You taste the heat and feel your skin bake. The swimming pool — flanked by a faded signboard and a padlocked gate — appears in your line of sight. You are not likely to see anyone swimming in the pool, since the last time it had water, theatres probably still played films in monochrome. Any enquiries about ‘apple placements’ would take you to Shokat Ali, the campus seller of fruits. He’s wizened up since and can still be sighted with a cart of apples and bananas that he swears on his cigarettes are ‘reasonably priced’.
Next, you leave your car in a lot sandwiched between hostels closest to the New Academic Block (NAB). You will be photographed for your BITS ID, and, if you are smart, you would have already used the long queue to build lasting friendships. Then, you will be allotted your bhawan, which, after your branch and before your name, is one of your defining features in freshman year. If your roommate is not there by the time you show up, you get to pick the better side of the room. In your room, you will curse the fan and its maddening pace. The healthy solution here is a pedestal fan or a cooler that is mostly psychological in its effects.
Next in your destiny is at least one round trip to Akshay. Pick out a favourite mattress, a favourite bucket, a mug, a broomstick, and everything else in that list you are regretting not making.
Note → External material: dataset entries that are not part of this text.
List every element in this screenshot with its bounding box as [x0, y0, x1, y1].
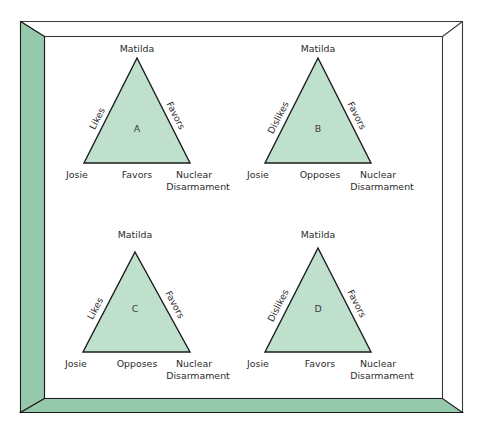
triangle-D-apex-label: Matilda: [301, 229, 335, 240]
triangle-D-bottom-right-label-line1: Nuclear: [360, 358, 396, 369]
triangle-D-identifier: D: [314, 303, 321, 314]
triangle-A-bottom-right-label-line2: Disarmament: [166, 181, 230, 192]
triangle-B-bottom-right-label-line2: Disarmament: [350, 181, 414, 192]
triangle-A-bottom-left-label: Josie: [65, 169, 88, 180]
figure-canvas: Matilda Likes Favors A Josie Favors Nucl…: [0, 0, 488, 431]
triangle-B-identifier: B: [315, 123, 321, 134]
triangle-D-bottom-center-label: Favors: [305, 358, 335, 369]
triangle-C-bottom-right-label-line2: Disarmament: [166, 370, 230, 381]
triangle-C-bottom-left-label: Josie: [64, 358, 87, 369]
frame-bottom-wall: [21, 399, 463, 413]
triangle-D-bottom-left-label: Josie: [246, 358, 269, 369]
triangle-A-apex-label: Matilda: [120, 43, 154, 54]
triangle-B-bottom-left-label: Josie: [246, 169, 269, 180]
triangle-C-bottom-center-label: Opposes: [117, 358, 158, 369]
triangle-C-apex-label: Matilda: [118, 229, 152, 240]
triangle-C-identifier: C: [132, 303, 139, 314]
triangle-D-bottom-right-label-line2: Disarmament: [350, 370, 414, 381]
frame-left-wall: [21, 22, 45, 413]
triangle-A-bottom-right-label-line1: Nuclear: [176, 169, 212, 180]
triangle-A-bottom-center-label: Favors: [122, 169, 152, 180]
triangle-A-identifier: A: [134, 123, 141, 134]
triangle-B-bottom-right-label-line1: Nuclear: [360, 169, 396, 180]
triangle-C-bottom-right-label-line1: Nuclear: [176, 358, 212, 369]
frame-3d: [21, 22, 463, 413]
triangle-B-bottom-center-label: Opposes: [300, 169, 341, 180]
frame-bevel-topright: [443, 22, 463, 37]
triangle-B-apex-label: Matilda: [301, 43, 335, 54]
While returning with your haul, you will be approached by one Laundromat employee and will be forced to swear your allegiance to one side in the Dhobi v Laundromat war. At the mess, befriend workers for extra helpings of jalebi.
And now, after a long orientation, you see your guardians leaving, and the car disappears around the bend, stealing away the last vestige of your old life. You get a pass to cry this once, or power through, or celebrate your independence at ANC. In any case, the following days will mellow you. There is much to do before the mellowing begins: you can research great professors, and play around with DVM’s time table generator for the best possible combination of classes before registration. You may spend all your time outdoors and talk to everyone you meet. If you are lucky, you will run into a senior and end up with an aloo tikki burger, books and promises of an interaction later.
Now you lounge in the air-conditioned comforts of the library, next moment in the IPC, and as you watch the nights bleed into the colours of morn, you become one with the campus. Years later, you will recount these first few days in your head and swear you can hear the tolling of the clock tower that has never once rung in all these years.